When that time comes, there will be a Tectonic shift away from the OIL/FOSSIL FUELS sector, as capital pours into a desperate search for alternative Energy sources.

As this occurs, investment in Exploration & New Technology for the OIL/FOSSIL FUELS sector will be decimated, causing the DEPLETION RATES for the OIL/FOSSIL FUELS sector to escalate rapidly.

The upshot of all of this is that both $20 & $200 are possible and may happen several times, over the short to medium term!

The real hard questions I've been asking myself and my kids lately are these:

How many cars will we need for a planet with 8 billion, or 9 billion, or ten billion people?

Will we need 4 billion cars, or maybe 5 0r 6 billion cars?

How many trucks and trains and boats will we need?

How many i-pods and i-phones and big screen televisions or computer monitors will we need?

How many weapons -- and which ones -- will we need?

We have a planet of billions of people who aspire to living something very close to the "Wealthy Developed World Lifestyle that is actually only lived by a small and shrinking class of people.

Bottom line: about 6 billion of us need to leave the planet in a very peaceful and orderly manner over the next ten years or so. No fighting about it.

How shall we do this? Draw straws? How many straws will we need for that?

How do the people who volunteer to exit the planet -- or who are chosen by others to leave the planet -- actually leave?

This is quite serious. We are producing more weapons than we did last year, and last year we produced more than the previous year, and so on.

The weapons we make and scatter over the planet are also increasingly lethal to humans as well as to the habitat we rely on to provide us a niche with the right kind of air, water, and soil to keep us alive.

I've been giving talks to kids at my childrens school for years -- and will continue to do so.

The key fact about human response to human overshoot is that we become violent, thus further wasting time and energy in the process of depleting and poisoning our planet further.

The key question then, is this: can some humans survive without resorting to mass murder -- war -- in order to survive.

This situation makes us ask what it means to be human, and whether or not violence -- to others and to our own habitat -- is our key characteristic.

War is an efficient way of aquiring resources, several billion years of evolution based around this cant be wrong. If we managed two world wars on the upslope of industrialization I'm sure we can squeeze in another on the downslope of ever diminishing energy and commodities... unfortunatly.

“I spit upon luxurious pleasures, not for their own sake, but because of the inconveniences that follow them.”
–Epicurus

This is reality as perceived by high schoolers, yes.

And they are ready for leadership - they KNOW they are living in a hollywood film at this point and this is the point in the movie when things get awesome and exciting. Yee haw!

In Portland, we have created a social glue across all 95-neighborhoods, based around creating living soil in yards and lawns, full of fruit and nut trees as well as bountiful gardens.
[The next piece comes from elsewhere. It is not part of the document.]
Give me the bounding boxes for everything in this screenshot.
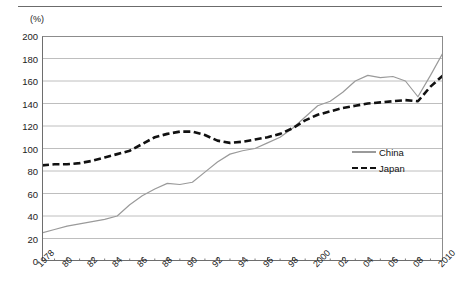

Mind you, we are WAY behind schedule and don't have enough per household to sustain the city with food for very long in the event of a liquid fuels disruption. One family's 60 day food supply could easily become 60 families' 1 day food supply if so many people became so senseless at the same time.
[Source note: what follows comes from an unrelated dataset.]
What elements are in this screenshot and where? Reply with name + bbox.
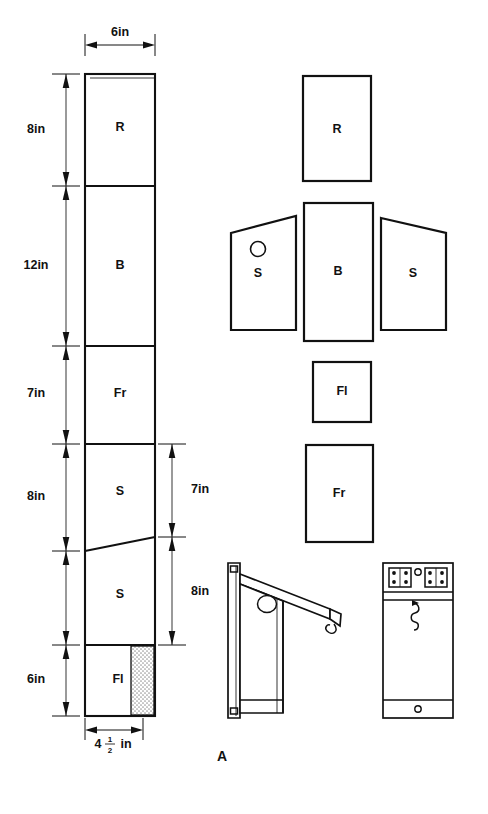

SO, let's look at the positive things we have in our arsenals:

1) I-phones: Steve Jobs has done more for America than either leading political party. Thank you Apple!

2) Smart use of technology to foster community preparation projects like this one: http://portland.brightneighbor.com/publicevent?id=318

3) "We The People" works in Portland. There is no one leader - there are many leaders and people actively involved with their own self-governance, though we are also chained to the US dollar and are dependent on paying back dollar debts incurred through everyone's collective, yet individual financial decisions.

4) Food Stamps. Let's face it - many of the kids in this teacher's experiment are probably on them - and without the US government subsidizing people's food cabinets, we would already have unacceptable disorder.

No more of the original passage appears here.